Establishment hypocrisy

The economic and political elite did not act against Castillo solely out of racism or rejection of his rural origins – although these elements were present – but because they perceived his government, despite its limitations, as a threat to their class privileges. That is why his fate was the same as that of other popular leaders in Latin America: judicial harassment, prison, or exile.

The background to the arbitrary impeachment of Castillo and his immediate entourage is clear: it was a direct reprisal against figures who could represent cracks in the corrupt and elitist machinery that has controlled power since the dawn of the republic.

Castillo Image Presidencia de la República del PerúCastillo won the popular vote, and yet they have tried to sabotage his regime at every possible opportunity / Image: Presidencia de la República del Perú

Whilst they preach about the virtues of ‘democracy’ in every other sentence, the rich and powerful, and their right-wing representatives, have violated it every step of the way. Castillo won the popular vote, and yet they have tried to sabotage his regime at every possible opportunity, through attempts at impeachment, media smear campaigns, legal attacks, and all the other tricks in the book.

The right wing never recognised the popular votes of its own electoral circus, never accepted the voice of the interior regions (where Castillo drew much of his support, and which they always consider second-class citizens), and one of their well-known spokesmen, Congressman Montoya, spent approximately $150,000 of public funds searching for evidence of electoral fraud that led to Castillo's presidential victory. His final report indicated that no evidence was found.

We can see, then, that the powers of the state are aligned under the same script that persecutes, imprisons, or executes its opponents, as they need to set precedents against anyone who poses a threat to their candidates' victory.

Weakness invites aggression

However, it is crucial to openly critique the limitations of Castillo's government. Though his electoral programme, built around the slogan of “no more poor people in a rich country,” promised structural transformations, in practice it faltered and was limited to symbolic gestures. It failed to advance key reforms such as the nationalisation of strategic sectors (banks, mining, ports) or the convening of a truly sovereign Constituent Assembly.

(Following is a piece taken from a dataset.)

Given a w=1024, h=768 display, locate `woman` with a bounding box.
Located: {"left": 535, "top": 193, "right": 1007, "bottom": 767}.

Faced with the onslaught of the capitalist oligarchy, he wavered, made concessions, and moderated his language. This ambiguity not only disappointed his voters but also left him politically isolated, without real tools to confront the offensive of the right. Instead of mobilising the people to defend his mandate, he sought to please sectors of the establishment (by offering them political positions), which ultimately facilitated his overthrow and persecution.

But this is not just an attack against Castillo (who is now clearly a political prisoner); it is a direct attack on the working class and social movements in general, who must once again face the onslaught of a police state controlled by the extreme right. This was the case just a couple of years ago, when the peasant, indigenous, and working-class masses took to the streets to reject the coup against Castillo in December 2022 and in the months that followed. The brutal state crackdown against this killed over 50 people.

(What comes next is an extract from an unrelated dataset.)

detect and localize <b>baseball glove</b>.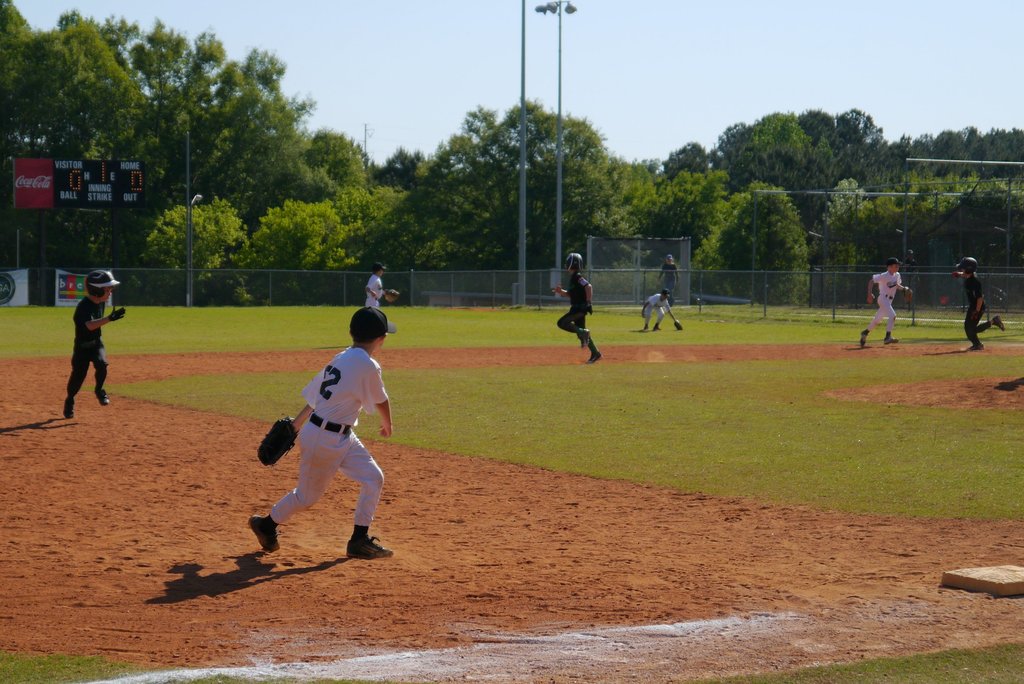
Localized at locate(587, 304, 591, 320).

The lesson for social movements and the left is clear: it is not possible to neutralise the right through offering them concessions. Every gesture of conciliation is interpreted as weakness and fuels their audacity to strike harder. Castillo's experience shows that without a programme to break with capitalism, and without the independent organisation of the working class, any government that even comes close to threatening the rule of the ruling elites will quickly be surrounded and overthrown.

The only guarantee against the reactionary onslaught is to build an organisation of the working class and poor peasants, built on a programme of expropriating the economic power of the bourgeoisie (nationalising banks, multinationals, strategic resources, and monopolies), and that openly confronts imperialist domination. Only in this way can the historical cycle of exclusion and repression of the majority be broken.